• Your instructions: Please output the listing that follows exactly, but keep all images out.

• Supplied data:
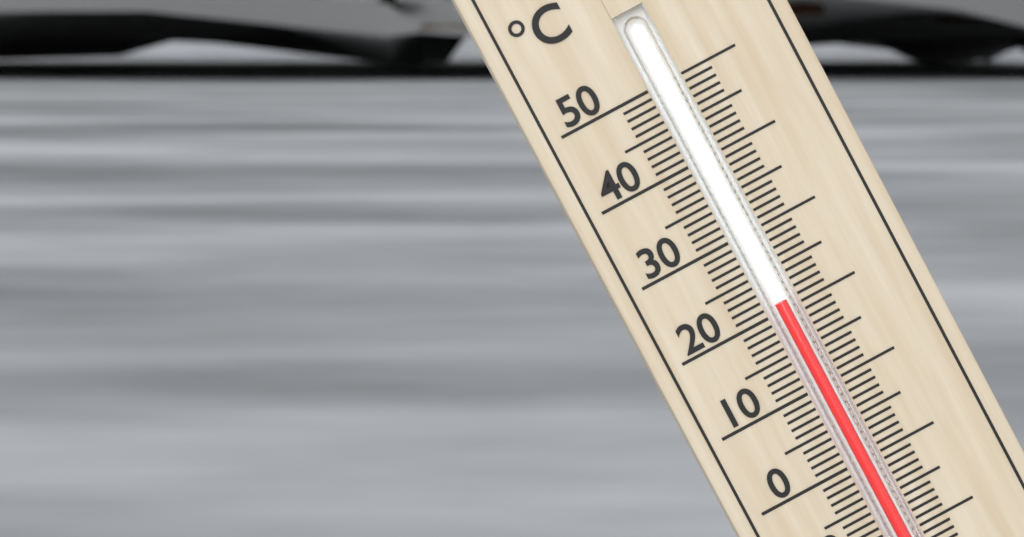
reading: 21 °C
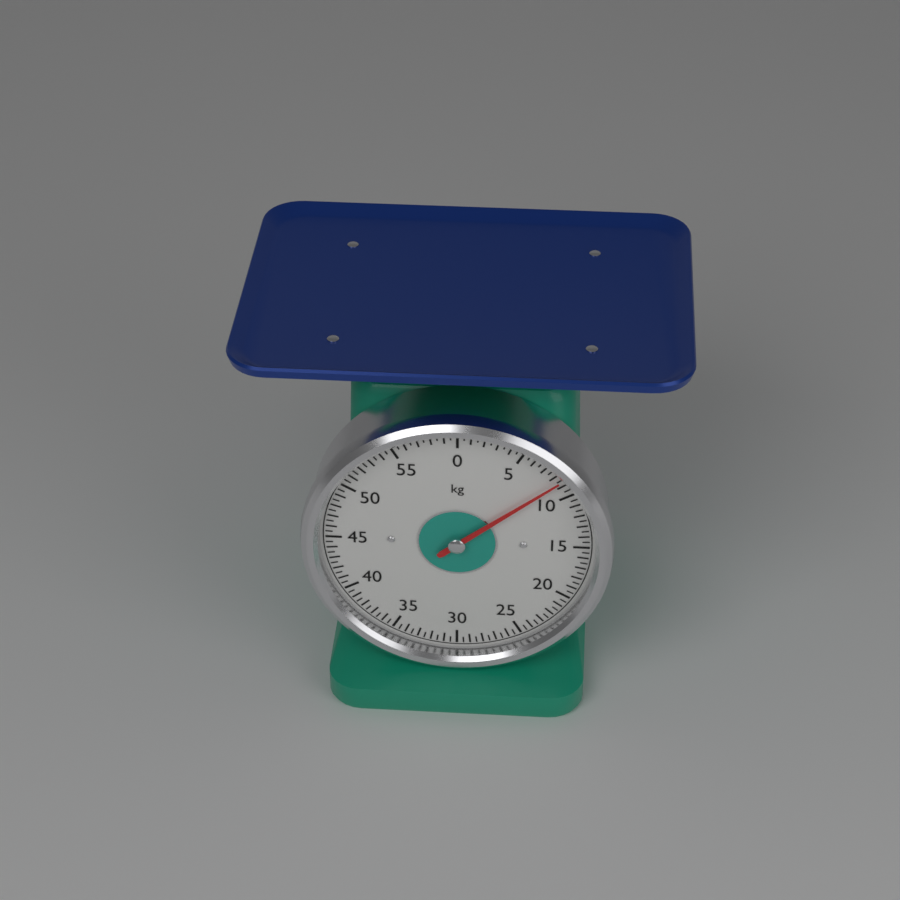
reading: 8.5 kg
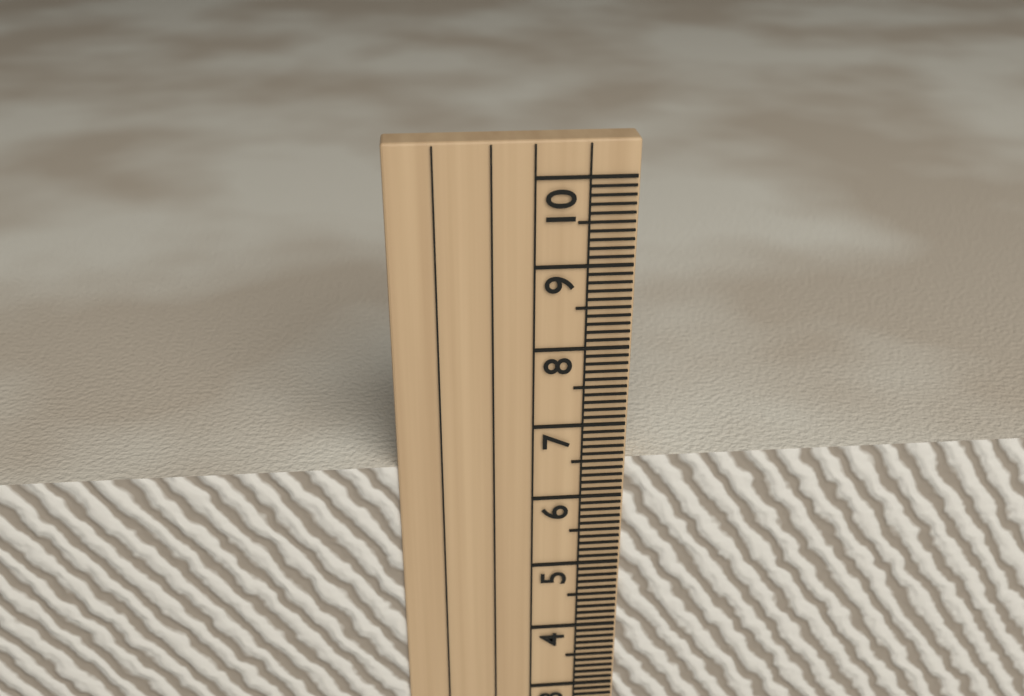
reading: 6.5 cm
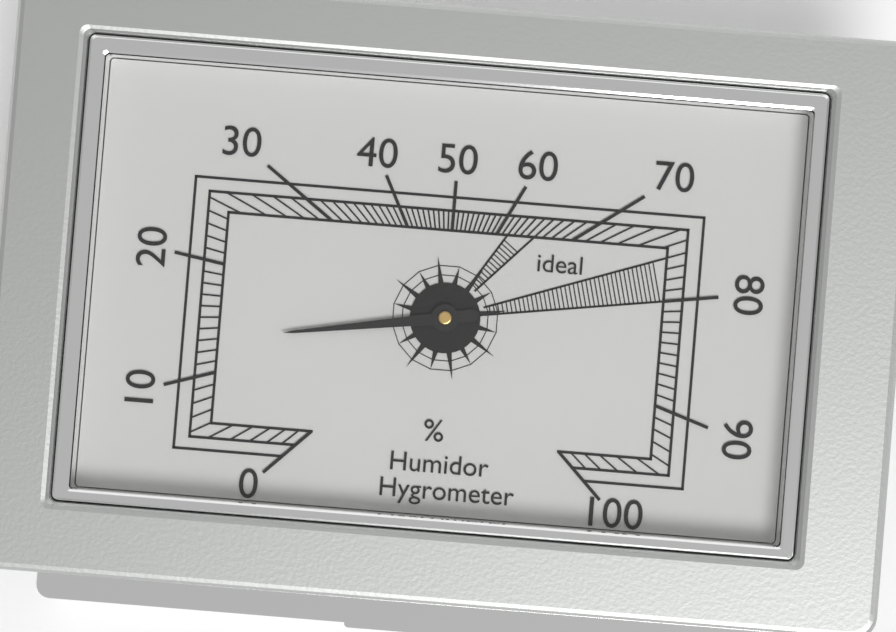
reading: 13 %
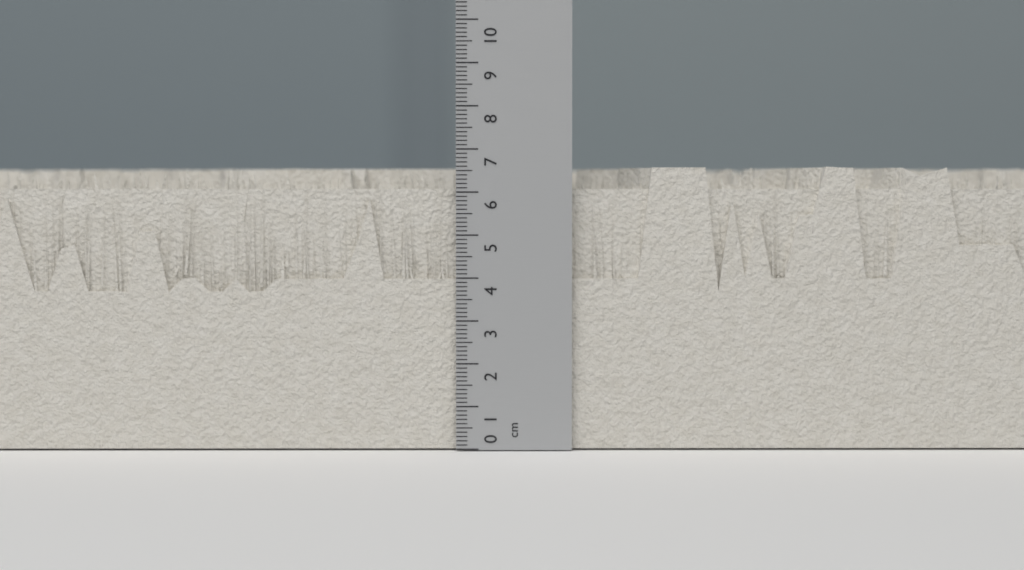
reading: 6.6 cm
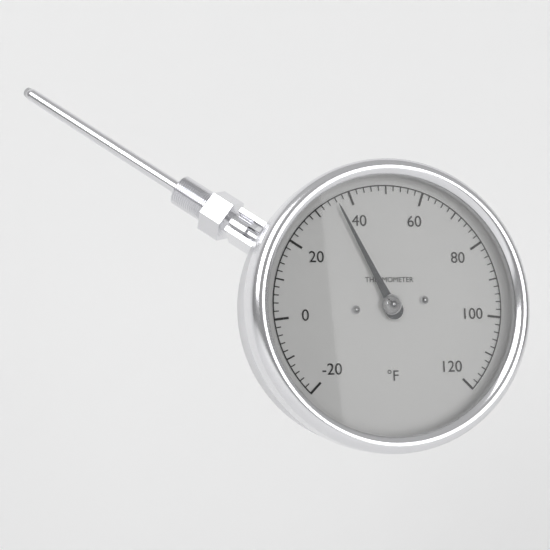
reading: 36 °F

• Answer to this problem:
reading: 21 °C
reading: 8.5 kg
reading: 6.5 cm
reading: 13 %
reading: 6.6 cm
reading: 36 °F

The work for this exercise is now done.